Bent over laptops on the 29th-floor of an office building in midtown Manhattan, they spent three hours coming closer to their relatives’ last moments on that morning of terror in 2001.

Most of all, they were trying to hear or read anything that might give them clues to exactly where and how their loved ones met their end.

“I heard ‘Mayday, Mayday, Mayday.’ But there was no response,” said Antonia Fontana, who lost her son, Lt. David Fontana of Squad 1 in Brooklyn. His remains were delivered to the family “in bits and pieces. We got the ninth piece of David back in January of this year.”

Fontana said the transcripts and tapes showed that firefighters never received the radio messages ordering them to get out. Batteries in some radios died; others never worked.

“I knew this, but today I heard it,” she said, her lips quivering. “This is the truth.”

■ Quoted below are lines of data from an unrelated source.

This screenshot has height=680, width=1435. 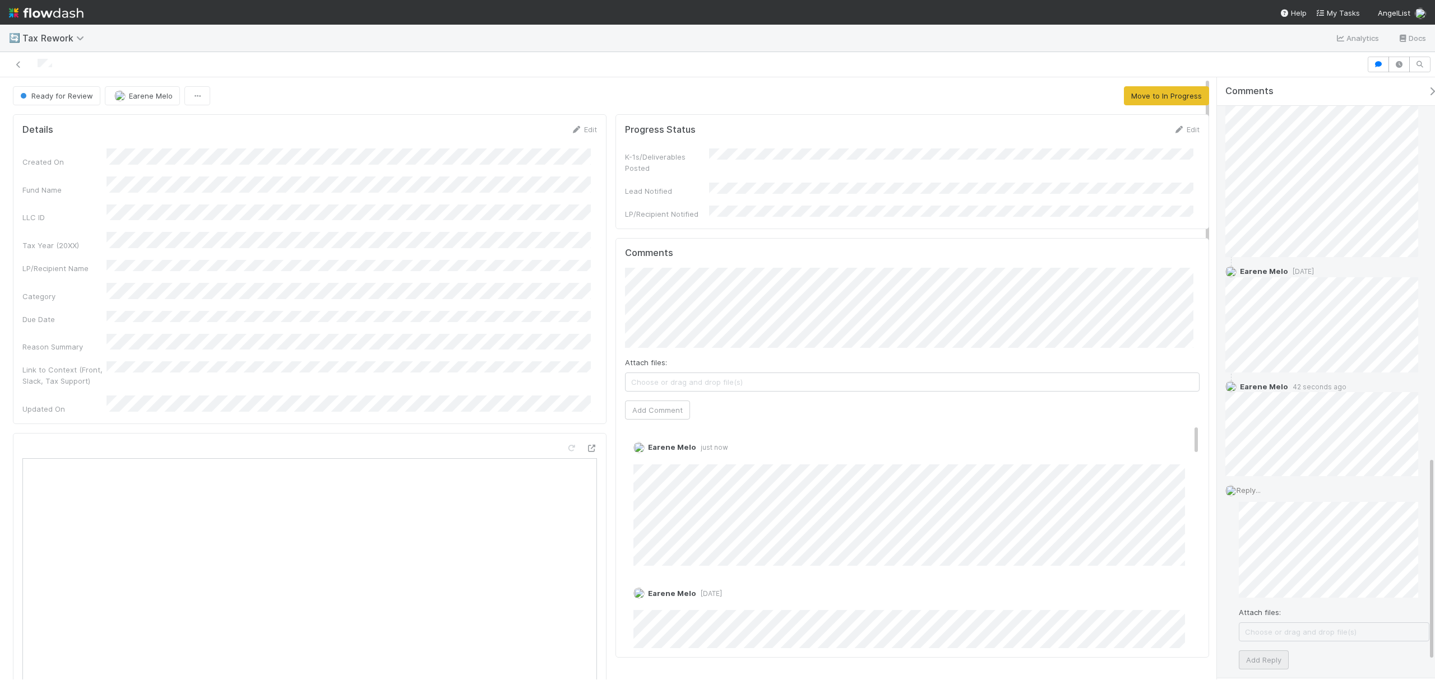 I want to click on div: Help, so click(x=1293, y=13).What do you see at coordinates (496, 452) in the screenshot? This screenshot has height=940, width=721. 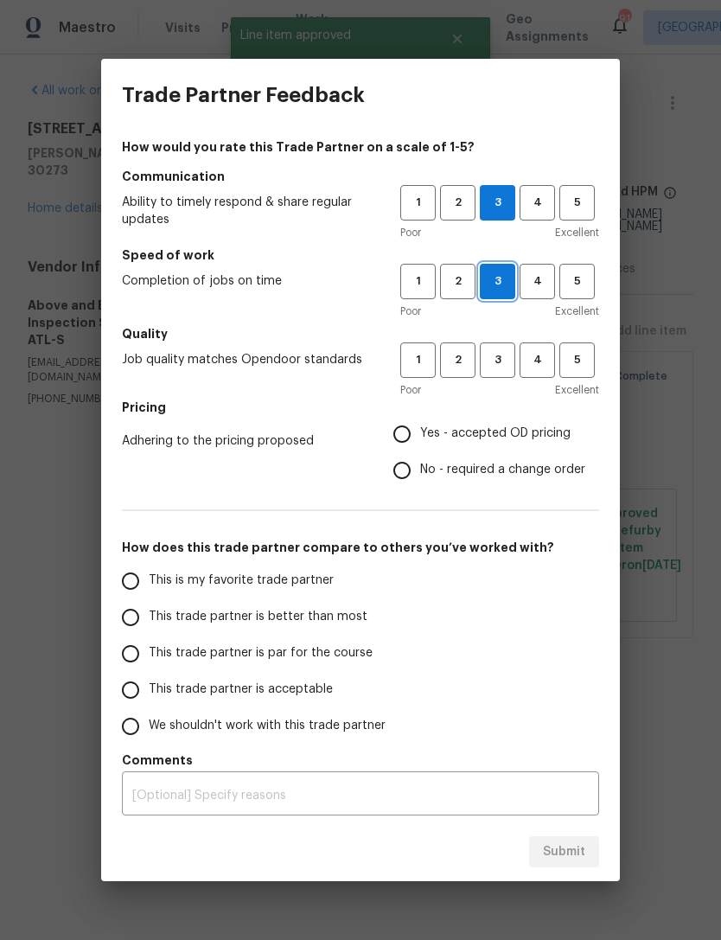 I see `div: Pricing` at bounding box center [496, 452].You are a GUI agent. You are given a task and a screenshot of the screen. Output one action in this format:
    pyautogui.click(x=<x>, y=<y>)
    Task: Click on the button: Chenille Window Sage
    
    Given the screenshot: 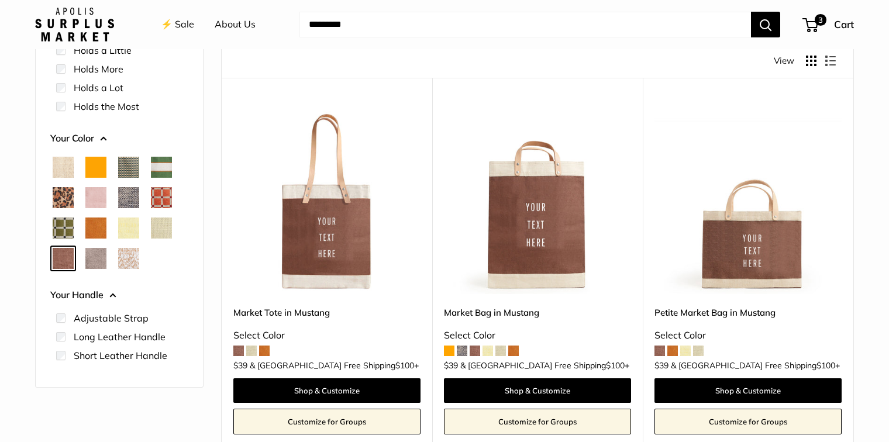 What is the action you would take?
    pyautogui.click(x=63, y=228)
    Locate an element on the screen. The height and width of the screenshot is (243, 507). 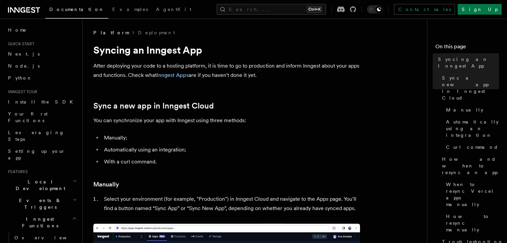
button: Inngest Functions is located at coordinates (42, 223). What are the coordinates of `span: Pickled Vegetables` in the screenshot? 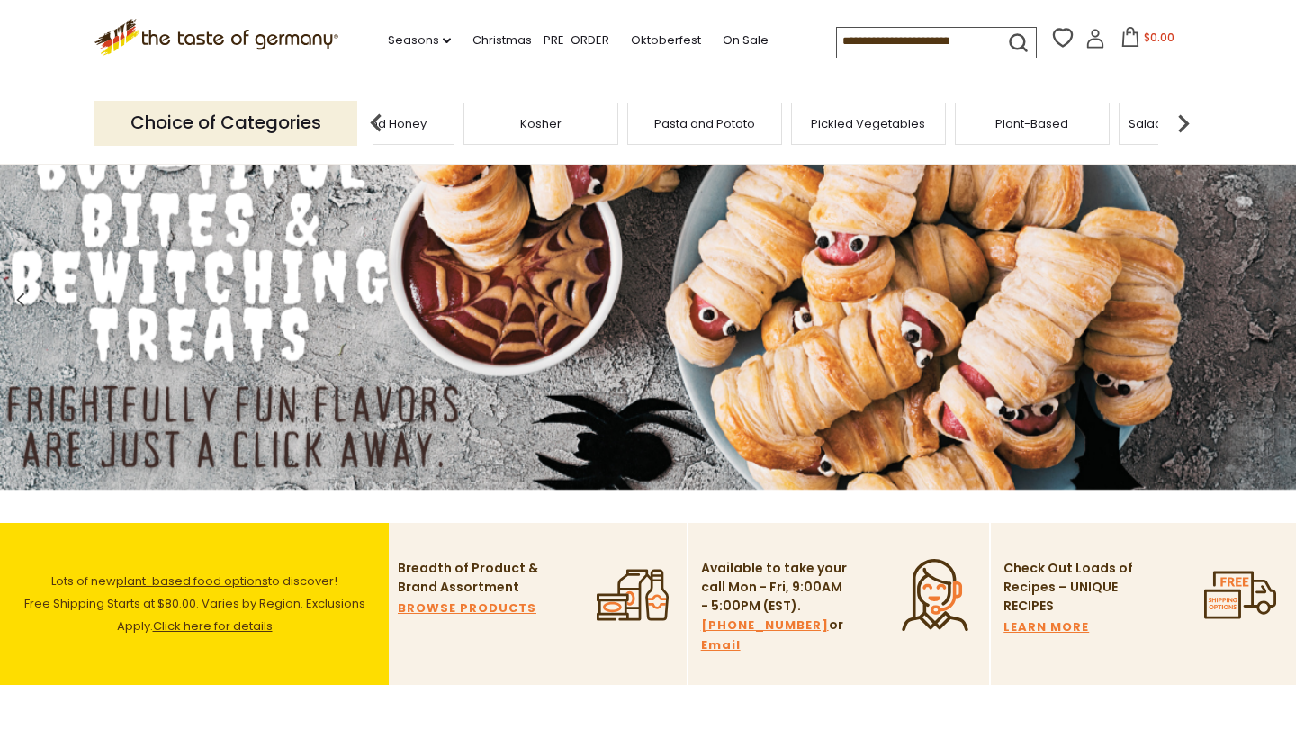 It's located at (868, 123).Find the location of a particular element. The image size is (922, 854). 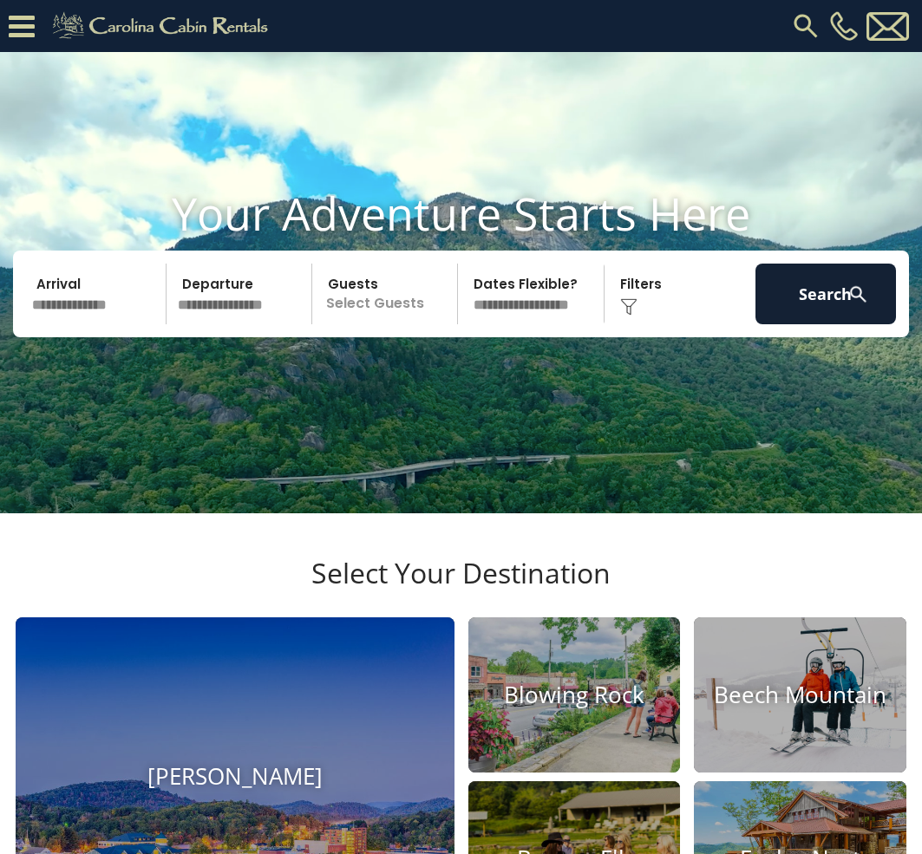

img: filter--v1.png is located at coordinates (629, 307).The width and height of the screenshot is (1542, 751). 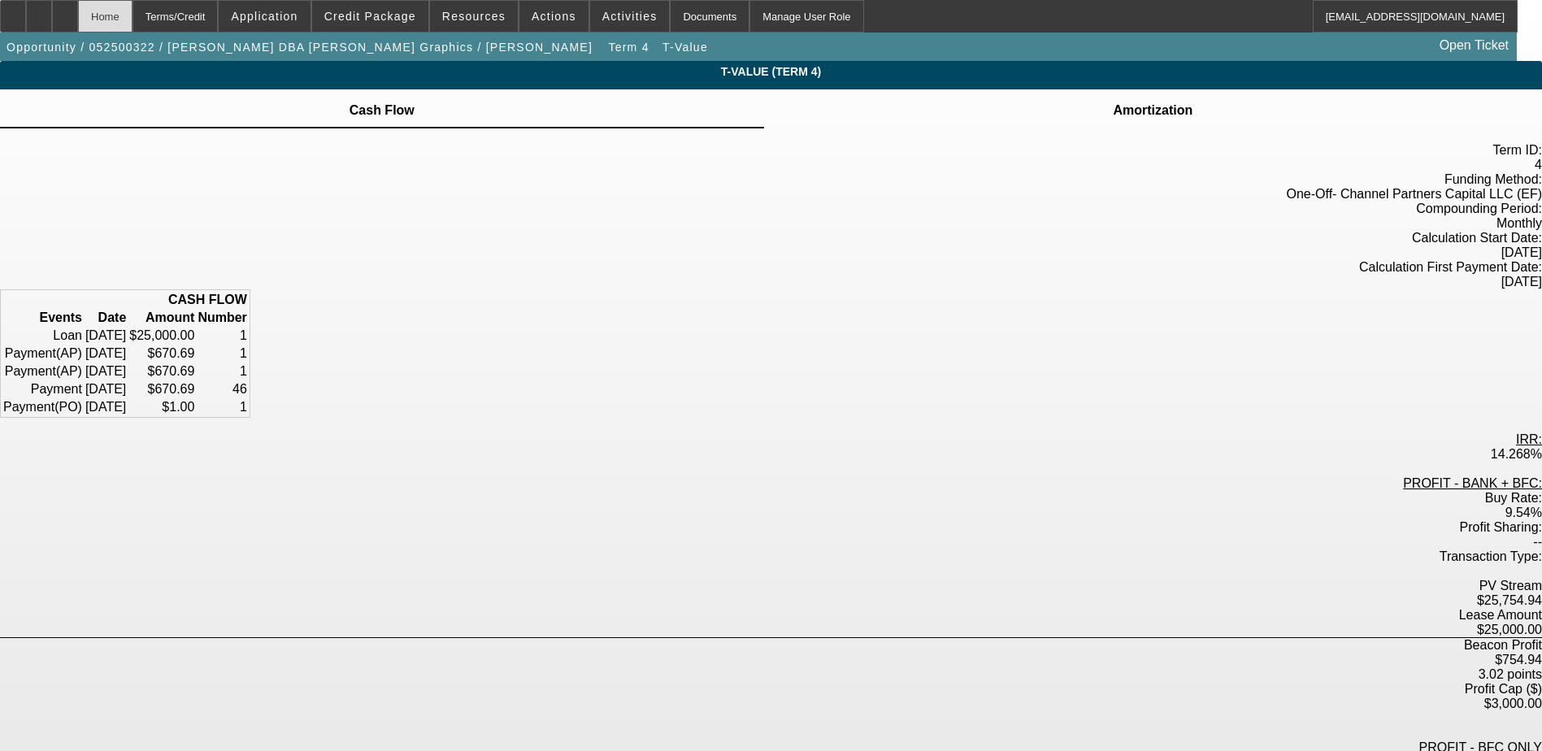 What do you see at coordinates (162, 407) in the screenshot?
I see `td: $1.00` at bounding box center [162, 407].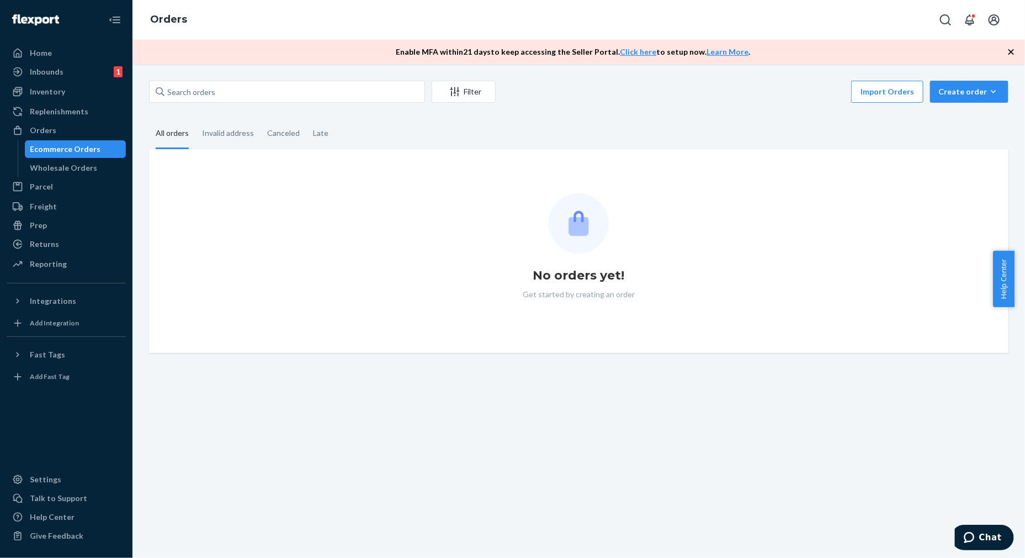 This screenshot has height=558, width=1025. Describe the element at coordinates (52, 517) in the screenshot. I see `div: Help Center` at that location.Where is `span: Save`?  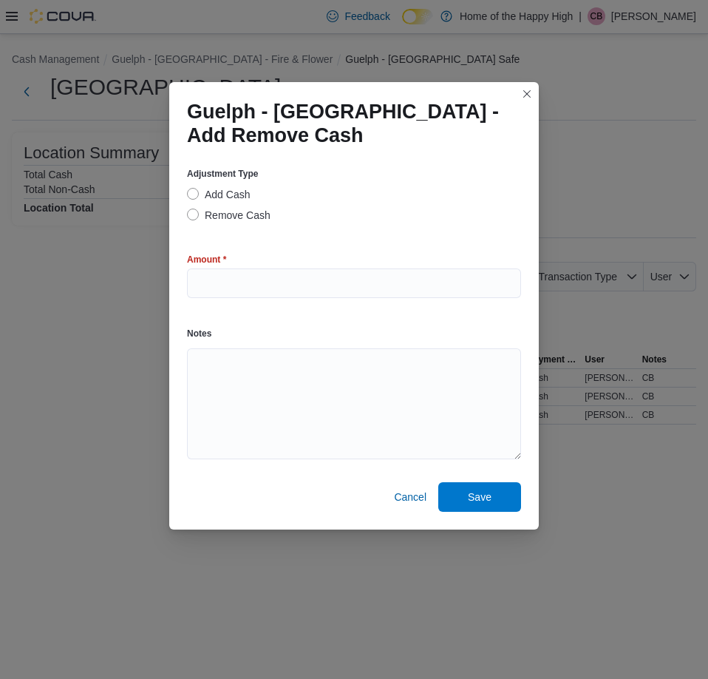 span: Save is located at coordinates (480, 497). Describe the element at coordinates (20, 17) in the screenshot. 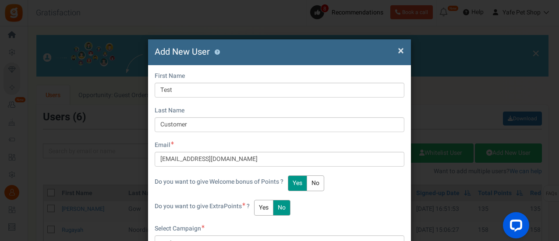

I see `button: Open LiveChat chat widget` at that location. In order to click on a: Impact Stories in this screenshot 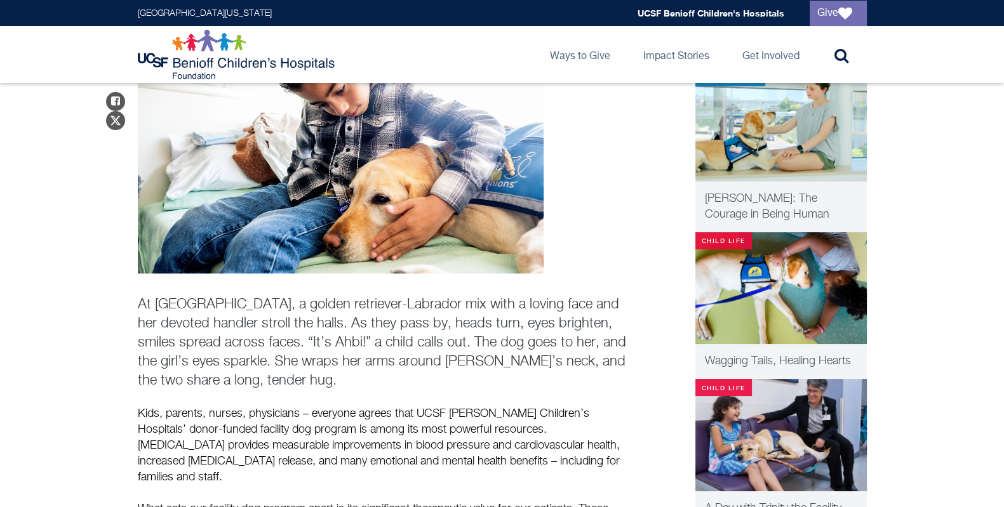, I will do `click(676, 55)`.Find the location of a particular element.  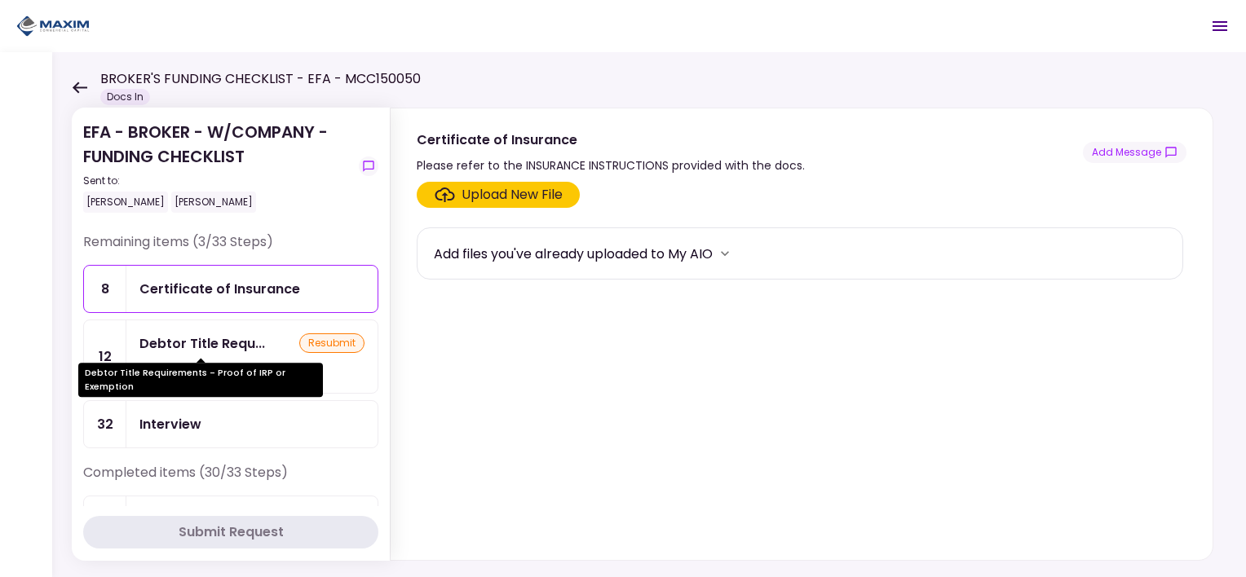

a: 32Interview is located at coordinates (231, 424).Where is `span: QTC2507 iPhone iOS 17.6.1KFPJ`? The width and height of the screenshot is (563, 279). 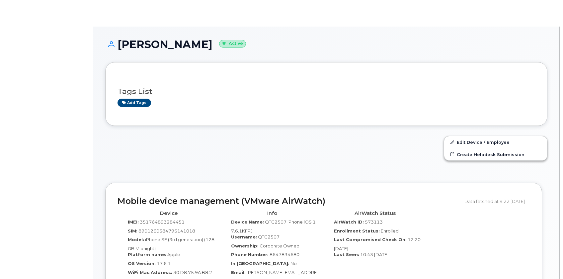
span: QTC2507 iPhone iOS 17.6.1KFPJ is located at coordinates (273, 226).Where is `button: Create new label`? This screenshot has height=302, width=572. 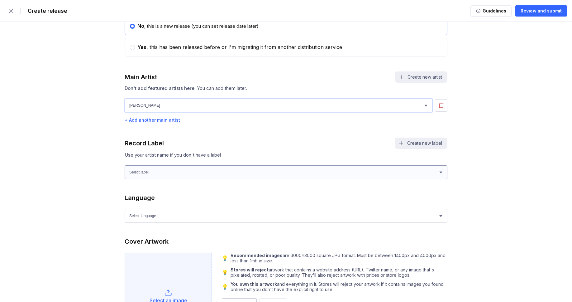
button: Create new label is located at coordinates (421, 143).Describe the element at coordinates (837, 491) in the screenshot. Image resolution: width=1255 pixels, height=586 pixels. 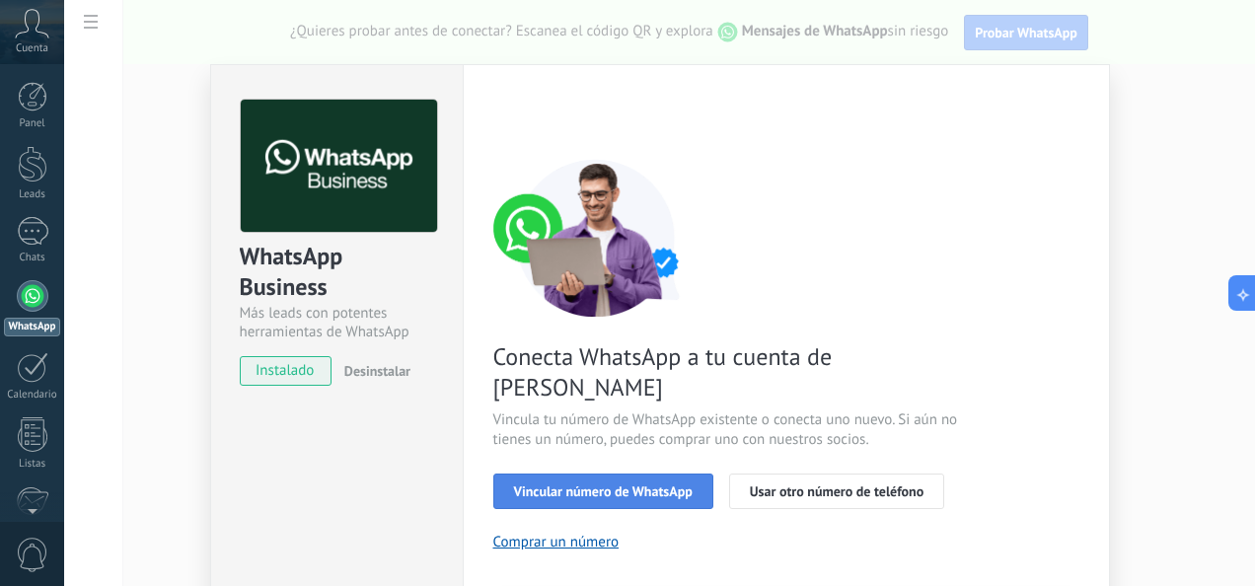
I see `button: Usar otro número de teléfono` at that location.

Dispatches of frantic emergency calls, recorded on nearly two dozen CDs, were played as everyone took notes, comparing and discussing details. Two fire officers who survived the attack helped the group understand department jargon in the released materials.

“I never heard any of this before – the chaos,” said retired Lt. Jerry Reilly, who escaped the trade center’s north tower. His eyes teared up as he explained that “the radio communication was terrible. But I knew before 9-11 – that these new radios were terrible in the field. And we got no training for them.”

Sally Regenhard, mother of 28-year-old Christian Regenhard, charged that a breakdown of communications among firefighters led to her son’s death and that the response to the attack “has been sanitized by the city of New York in an effort to put all this under the rug.”

She and her husband, retired police Sgt. Al Regenhard, learned a sliver of information about their son’s last minutes during the three-hour session. He had been filling in that day for a firefighter in Engine 279 of Red Hook, Brooklyn, which was told to head toward the south tower; she even learned the name of his commander.

“It’s very emotional. It’s very difficult,” she said. “But it’s no harder than knowing every day that my son is gone.”

Al Fuentes, a retired fire captain, said communications were so bad before he was pulled out of the rubble that some firefighters resorted to hand signals to connect with survivors trapped in the Marriott Hotel, damaged by falling debris.

The department made public the hours of radio transmissions and transcripts of more than 500 firefighters’ oral histories after The New York Times successfully sued for the records. The rush to the trade center saved an unknown number of civilians, but cost 343 firefighters their lives.

A group of victims’ families who have become advocates for reforming building codes and emergency response had eagerly awaited the release of the records in hopes they would challenge the notion that many firefighters in the north tower heard, but chose to ignore, an evacuation order issued after the south tower collapsed.

Rosemary Cain, of Massapequa, whose lost her son, George Cain, of Ladder 7 in Manhattan, said: “It’s a disgrace that the families have had to fight for every single little bit of information that they have gotten.”